• By Dappscape
  • 7 July, 2021

Building a simple paid dapp in 10 minutes

One of the best things about dapps is how simple payments and payment integrations are. Forget lengthy credit card forms, long pending payments, payment rejections, fraud and reversals. Ethereum can flow with just a click of a button.

In this tutorial we’ll build a super simple donate.dapp that sends Dappscape 0.0022 ETH by just clicking one link. Feel free to donate when testing the dapp :)

1. Building the dapp with HTML/Javascript


You can download the source of the donate.dapp from https://dappscape.com/blog/donate.dapp/index.html.txt (just rename the file from .txt to .html) or just copy&paste the code below.


 

2. Connecting to Ethereum


Dappscape automatically injects ethereum object, which can be accessed by Javascript for interactions with the Ethereum blockchain. The simple code below tries to connect to the ethereum object, and throws an error message if it can’t.



3. Calling Ethereum payment function


Ethereum transactions, from simple payments to sophisticated smart contract calls require “gas”. The more complex a transaction is, the more “gas” it consumes. Simple payments use just 21000 “gas”, and this is what we’ll use in the simple payment function.

In addition to “gas”, we need to provide the “gas price”, specified in Wei (The smallest unit of money on Ethereum. 1 Wei = 10−18 ETH). “Gas price” is something you specify yourself, it’s basically a bid on how much you are willing to pay to prioritize your transaction over other transactions. Ethereum places all transactions into a queue, then executes the one bidding the highest “gas price”. These are processed fastest, the rest “wait in the queue”. Transactions with very low “gas prices” can actually end up being never executed, as the “gas price” is too low.

Ethereum gas prices fluctuate a lot, last year we saw anything from 31 Gwei (Gwei is another subunit of ETH equal to 10−9 ETH) to 600 Gwei. When formatting a transaction, it’s very important to know the current gas prices. A good source is https://ethgasstation.info that provides the current prices as well as average transaction execution times directly from their website or their API.

Now, we can write a simple payment function:



That it! Your dapp has 2 functions: connect to Ethereum and execute payment. Once again, you can download the full working code here https://dappscape.com/blog/donate.dapp/index.html.txt (just rename the file from .txt to .html).

4. Running your dapp


Simply run Dappscape (download it here), click the round “D” logo at the left hand side of the Dappscape menu, choose “Open local Dapp”, then find the dapp directory and click on the “index.html” file.

If you want to publish the dapp on the network, you can find instruction in the “Building and publishing a ‘hello world’ dapp” blog article.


** WHAT THIS TASK INVOLVES **
Lines from the one containing "Resolution: 1024w x" through the last line of the data below are to be returned exactly; leave out the rest.

** EXTRACTED INFORMATION **
++++++++++

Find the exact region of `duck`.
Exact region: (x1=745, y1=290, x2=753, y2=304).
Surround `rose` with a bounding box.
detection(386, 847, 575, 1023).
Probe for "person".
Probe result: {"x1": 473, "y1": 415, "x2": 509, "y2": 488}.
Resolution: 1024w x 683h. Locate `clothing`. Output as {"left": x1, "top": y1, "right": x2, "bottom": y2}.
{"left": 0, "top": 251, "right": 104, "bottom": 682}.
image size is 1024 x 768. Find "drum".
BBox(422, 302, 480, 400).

++++++++++

** YOUR SOLUTION **
Resolution: 1024w x 683h. Locate `clothing`. Output as {"left": x1, "top": y1, "right": x2, "bottom": y2}.
{"left": 0, "top": 251, "right": 104, "bottom": 682}.
image size is 1024 x 768. Find "drum".
BBox(422, 302, 480, 400).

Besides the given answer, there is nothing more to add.